An 80-year-old with Parkinson’s disease who is set to blast off on Virgin Galactic’s first space tourism flight next month hopes his adventure will inspire others to do “abnormal things”.
Former Olympian Jon Goodwin bought his ticket in 2005 and has since developed the brain condition. Mr Goodwin told BBC Breakfast: “I am extremely excited, of course. I leave next week from New Mexico. 10th of August it is.”
Reflecting on the long wait, he said: “It’s completely surreal, I mean, I asked the inevitable question when I signed up in 2005, when it would be, and I was told 2008. Then it was 2009, 2010, until I learnt, to forget that.
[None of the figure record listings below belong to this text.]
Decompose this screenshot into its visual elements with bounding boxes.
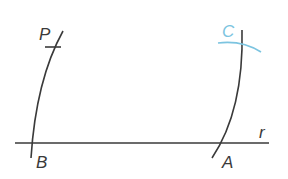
label-p: P — [39, 25, 51, 44]
arc-right — [212, 30, 242, 158]
label-b: B — [36, 153, 47, 172]
label-a: A — [221, 153, 233, 172]
arc-left — [31, 31, 63, 158]
arc-c — [218, 42, 261, 52]
construction-diagram: r P B A C — [0, 0, 288, 179]
label-c: C — [222, 22, 235, 41]
label-r: r — [259, 123, 266, 142]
“I always believed it would happen, a lot of people didn’t. I had a lot of faith in the project and went out to Mojave desert (in California) a number of times, and watched the development, which was really interesting. So, I watched it right from the beginning.” And when asked if the 250,000 dollars he paid in 2005 for the ticket still seems worth it, he added: “I think it’s incredibly well-spent money. If at the time I was doing it with the Russians it would have cost me millions of dollars.”
On developing Parkinson’s disease since 2005, he said: “I hope it instils other people to do what I’m doing, that it doesn’t stop them from doing abnormal things. I’m really looking forward to it.” It comes after Virgin Galactic carried out its first-ever commercial spaceflight on a 90-minute tour of the atmosphere last month. The crew - made up of members of Italy's Air Force and the National Research Council of Italy - will spend the time conducting "suborbital scientific experiments" aboard the VSS Unity.
Naga Munchetty and co-stars bid farewell to BBC Breakfast colleague amid exitThe flight is scheduled to launch from Spaceport America in the New Mexico desert, with two Italian Air Force officers and an engineer with the National Research Council of Italy focusing on a series of microgravity experiments during their few minutes of weightlessness.
In a statement released ahead of the landmark launch, Virgin Galactic explained that those on board will perform "human-tended and autonomous experiments which examine biomedicine thermo-fluid dynamics", as well as the "development of innovative and sustainable materials in microgravity conditions".